Tis the Season of Progressives Fleeing Charter Schools?

It’s not that politicians on the right never run frantically away, for opportunistic political purposes, from positions they previously held, it’s just that I enjoy it more when politicians on the left do it.

Tis the season of fleeing charter schools.

Elizabeth Warren, for instance, who in the past has praised the “extraordinary results” of many charters in Massachusetts and said their successes (in the words of a recent Washington Post editorial) should be shared with other schools, “took a page from the union playbook in calling for a clampdown on public charter schools.”

Enter the fray my old friend Chris Stewart (essentially from stage left), to mighty applause, or what deserves to be mighty applause.
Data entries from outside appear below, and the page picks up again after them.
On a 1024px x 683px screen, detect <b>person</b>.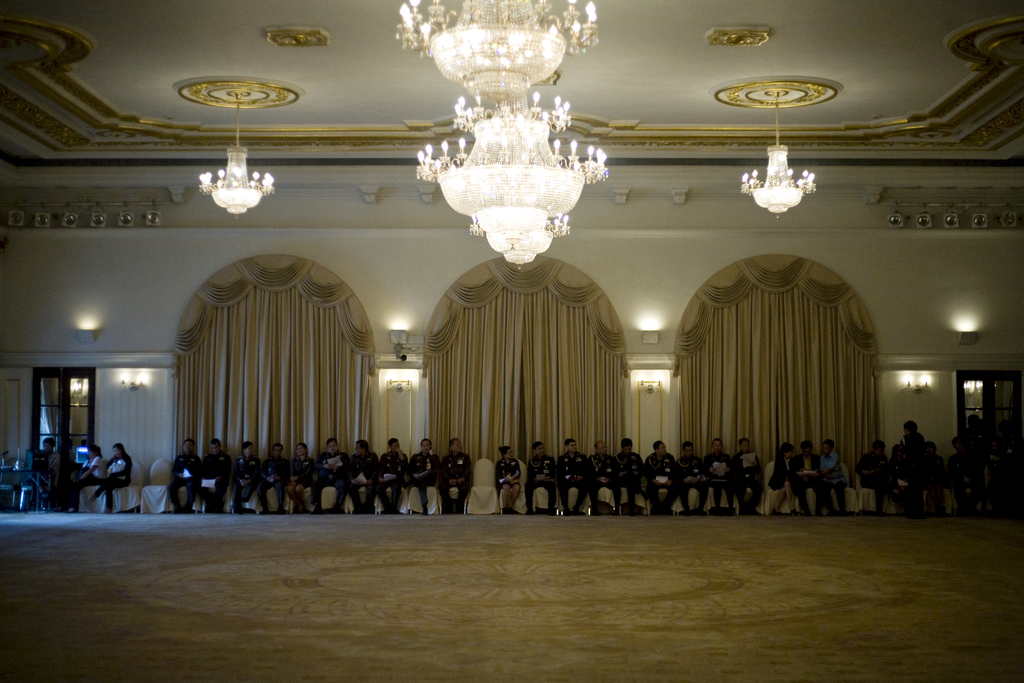
left=343, top=442, right=380, bottom=511.
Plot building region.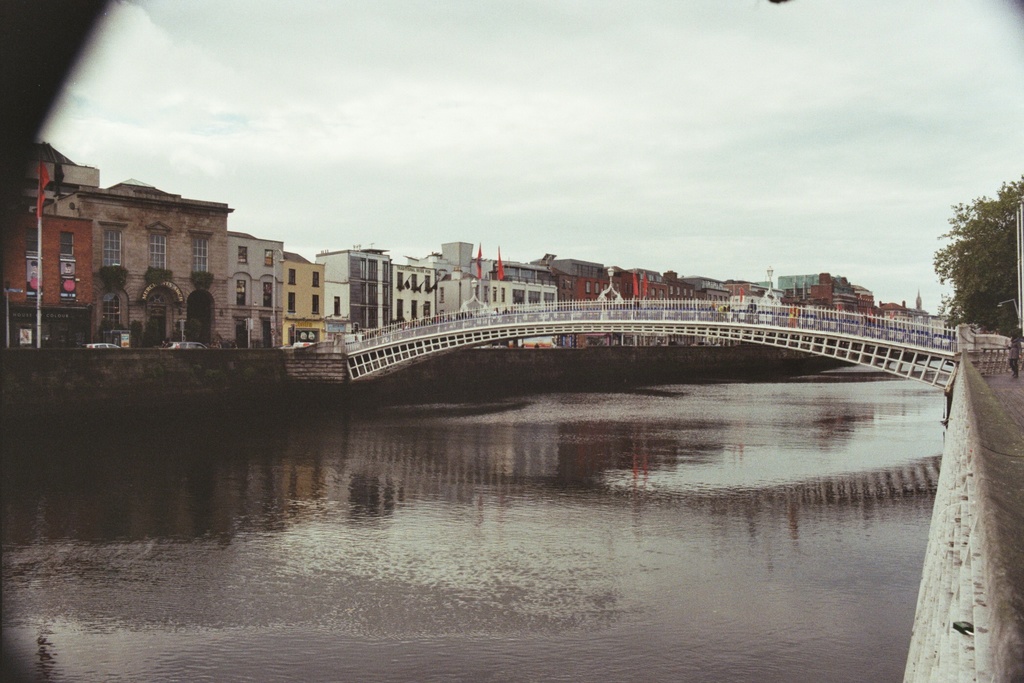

Chris, as you may recall, was a Minneapolis School Board member a dozen years ago, among other ventures.  He’s currently the CEO of Education Post, a “nonprofit, non-partisan, communications organization,” where he writes passionately and often about education reform – and its habitual absence – particularly as it pertains to low-income children of color.  He’s also one of the more interesting and pointedly opinionated people I know (that’s meant as a compliment), who American Experiment has published a few times.  He’s likewise someone I interviewed for a book several years ago in which he, unsurprisingly, wound up appearing in more pages than most interviewees.

In the matter of Senator Warren’s MEA-inspired and AFT-induced change of position, Chris wrote a week or so ago about how “It must have been mortifying for Democratic presidential hopeful Elizabeth Warren to have a loud group of Black parents – mostly mothers and grandmothers – shout her down at a campaign stop that was meant to highlight the importance of valuing Black women.  As they chanted ‘our child, our choice,’ a mantra in support of school choice (and against Warren’s proposed curb to federal charter school funding) she stood immobilized.”  (“The System is Winning.  For Now.” Nov. 26.)

Good for Chris (who’s Black himself) and good for the women – though this might be the only time I’ve ever written, or ever will write, anything nice about shouting anybody down.

Warren is certainly not the only progressive candidate worthy of criticism for backtracking on charters, or other acts of tepid or absent support for them.  But criticizing public figures is not the main aim here.  Instead, it’s to remind them and others of the exquisite progressive spirit (formerly known as “liberal spirit”) undergirding and surrounding, first the conceptualizion and then creation of charter schools.

Nationally in the 1980s, the principal mover was Al Shanker, the longtime president of the American Federal of Teachers, the now-belligerent AFT.

In Minnesota, the prime legislative mover in the 1980s and ‘90s was Sen. Ember Reichgott-Junge, a DFLer of unquestioned fidelity.

Or, as declared in the headline of another Washington Post editorial, “There’s Nothing Progressive about Strangling Charter Schools.”  For that matter, there’s nothing conservative about it either, not that I know of many conservatives opposed to expansive educational freedom.

It goes without saying that not all charter schools are excellent, or even good, which is manifestly true for all types of schools.  Though it’s almost always easier to shut-down a bad charter school than a bad district school; no small difference.  But along with other kinds of school choice – especially those that allow parents to choose private schools – thousands of charters are godsends for countless kids at risk of being dismissed this season as political footballs.